The interaction between ions and the activation barrier of elementary events of crystal growth and evaporation
Abstract
The activation barrier of the elementary processes of the growth and evaporation of an NaCl-type ionic crystal in contact with its vapour such as surface diffusion, incorporation and detachment, are examined in terms of the sum of the pair potential energy between adions and lattice ions. Lattice-sum studies of the Coulombic part of the potential energy was evaluated exactly using integral transform which is equivalent to the solution of the Poisson equation derived earlier. The Coulombic potential-energy function experienced by adions decays rapidly to zero within a distance less than one interionic separation above the surface. Three forms of non-Coulombic potential energy were evaluated by direct lattice summation. Both the pair potential-energy function derived from ab initio quantum mechanics and the effective Born–Mayer potential-energy function are short-ranged. Moreover, at a binding site, the ab initio potential energy experienced by an adion is attractive and slightly larger than that of the Coulombic part, whilst the Born–Mayer potential function gives rise to a small but repulsive contribution to the total potential energy. The total potential energy of an adion was shown not to be proportional to the number of nearest neighbours, despite being effectively short-ranged. The non-Coulombic potential energy derived from a combination of the Mott–Littleton polarisation energy and overlap repulsion is long-ranged, and at an equilibrium adsorption site it is attractive and is very large compared with the Coulombic potential-energy function. All non-Coulombic potential energies are dependent on the type of charge of the adion. The activation barrier to incorporation, either directly from the vapour phase or after surface diffusion, is zero, whilst the barrier to detachment is determined by the total potential energy of the surface ion. The activation barrier for surface diffusion, as calculated from the variation of adion potential energy along a diffusion path, is shown to be contributed almost exclusively from the Coulombic part. Of the two possible diffusion paths, the lateral path along the unit cell (path 1) has a larger activation barrier than the preferred diffusion path diagonal to the unit cell (path 2) which has a barrier of almost half the size. The corresponding diffusion will be more restricted on the surface of bivalent metal sulphates because of the larger charges of lattice ions.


__Task details__
Only the number is wanted: how many lines of these entries contain the word "Rural"?

__Data for processing__
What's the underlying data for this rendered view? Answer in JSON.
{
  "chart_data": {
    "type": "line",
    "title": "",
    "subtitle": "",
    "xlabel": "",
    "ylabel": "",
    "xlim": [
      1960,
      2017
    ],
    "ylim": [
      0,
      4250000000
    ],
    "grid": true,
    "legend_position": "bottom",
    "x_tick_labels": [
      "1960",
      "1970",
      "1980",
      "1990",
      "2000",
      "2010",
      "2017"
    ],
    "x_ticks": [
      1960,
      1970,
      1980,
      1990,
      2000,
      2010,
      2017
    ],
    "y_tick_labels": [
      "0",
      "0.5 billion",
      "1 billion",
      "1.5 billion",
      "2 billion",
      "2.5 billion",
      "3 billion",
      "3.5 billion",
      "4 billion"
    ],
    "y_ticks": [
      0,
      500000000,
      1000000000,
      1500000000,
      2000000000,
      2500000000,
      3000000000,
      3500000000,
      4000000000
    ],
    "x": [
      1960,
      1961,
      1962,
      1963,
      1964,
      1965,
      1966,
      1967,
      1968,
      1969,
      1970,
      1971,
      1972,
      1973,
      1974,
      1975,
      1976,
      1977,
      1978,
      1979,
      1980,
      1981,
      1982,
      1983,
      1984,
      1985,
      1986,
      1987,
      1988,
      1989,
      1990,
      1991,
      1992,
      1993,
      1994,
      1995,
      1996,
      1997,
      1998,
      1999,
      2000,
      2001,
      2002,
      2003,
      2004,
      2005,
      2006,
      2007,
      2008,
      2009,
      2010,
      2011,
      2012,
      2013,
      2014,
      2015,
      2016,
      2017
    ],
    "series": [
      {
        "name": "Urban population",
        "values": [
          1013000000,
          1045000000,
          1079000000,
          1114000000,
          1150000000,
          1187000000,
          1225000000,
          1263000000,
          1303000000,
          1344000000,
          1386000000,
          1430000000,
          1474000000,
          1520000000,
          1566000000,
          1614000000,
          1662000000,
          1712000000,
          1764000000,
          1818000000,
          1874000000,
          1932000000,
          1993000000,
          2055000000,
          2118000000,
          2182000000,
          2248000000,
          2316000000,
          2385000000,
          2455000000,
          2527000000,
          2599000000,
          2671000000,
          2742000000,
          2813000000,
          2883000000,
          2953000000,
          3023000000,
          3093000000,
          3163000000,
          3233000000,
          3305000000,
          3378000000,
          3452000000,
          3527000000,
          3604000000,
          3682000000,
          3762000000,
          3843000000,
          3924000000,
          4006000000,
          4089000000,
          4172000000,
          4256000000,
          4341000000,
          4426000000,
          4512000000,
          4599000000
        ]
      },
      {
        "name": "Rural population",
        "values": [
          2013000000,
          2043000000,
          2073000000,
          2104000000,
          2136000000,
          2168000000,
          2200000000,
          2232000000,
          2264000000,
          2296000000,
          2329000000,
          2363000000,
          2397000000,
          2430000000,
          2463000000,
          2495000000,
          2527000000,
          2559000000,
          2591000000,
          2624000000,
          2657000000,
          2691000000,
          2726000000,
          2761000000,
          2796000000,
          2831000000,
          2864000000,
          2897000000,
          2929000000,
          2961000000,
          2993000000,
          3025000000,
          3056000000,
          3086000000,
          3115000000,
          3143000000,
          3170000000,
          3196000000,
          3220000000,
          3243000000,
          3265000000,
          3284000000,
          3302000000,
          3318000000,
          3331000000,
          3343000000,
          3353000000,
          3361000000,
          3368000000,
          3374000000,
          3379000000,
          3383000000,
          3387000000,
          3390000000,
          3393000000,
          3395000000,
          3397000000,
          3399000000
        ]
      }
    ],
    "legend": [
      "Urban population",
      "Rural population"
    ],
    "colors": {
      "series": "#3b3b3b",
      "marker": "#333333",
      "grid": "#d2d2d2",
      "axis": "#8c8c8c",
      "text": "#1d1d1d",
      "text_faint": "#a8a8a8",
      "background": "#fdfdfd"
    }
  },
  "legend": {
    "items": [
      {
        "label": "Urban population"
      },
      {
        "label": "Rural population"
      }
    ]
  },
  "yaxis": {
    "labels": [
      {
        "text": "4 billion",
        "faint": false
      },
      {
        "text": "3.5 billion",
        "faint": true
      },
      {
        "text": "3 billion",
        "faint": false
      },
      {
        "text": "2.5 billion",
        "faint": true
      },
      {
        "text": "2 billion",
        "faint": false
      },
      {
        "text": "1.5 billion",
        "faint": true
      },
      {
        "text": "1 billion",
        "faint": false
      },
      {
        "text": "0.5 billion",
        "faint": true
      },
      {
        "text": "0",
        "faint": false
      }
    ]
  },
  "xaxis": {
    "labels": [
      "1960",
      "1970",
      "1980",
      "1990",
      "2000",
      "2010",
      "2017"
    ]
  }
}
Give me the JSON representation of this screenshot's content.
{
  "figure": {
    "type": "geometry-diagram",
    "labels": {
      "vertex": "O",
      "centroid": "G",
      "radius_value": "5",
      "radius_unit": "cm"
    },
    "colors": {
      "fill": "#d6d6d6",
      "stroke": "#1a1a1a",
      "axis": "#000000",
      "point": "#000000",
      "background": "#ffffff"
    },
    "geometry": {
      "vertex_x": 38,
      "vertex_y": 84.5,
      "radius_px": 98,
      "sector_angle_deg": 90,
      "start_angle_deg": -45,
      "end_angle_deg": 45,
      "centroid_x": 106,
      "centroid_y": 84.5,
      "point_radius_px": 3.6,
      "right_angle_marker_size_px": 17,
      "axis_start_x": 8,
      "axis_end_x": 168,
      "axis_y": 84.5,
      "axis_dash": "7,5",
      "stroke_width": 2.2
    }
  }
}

__Task answer__
3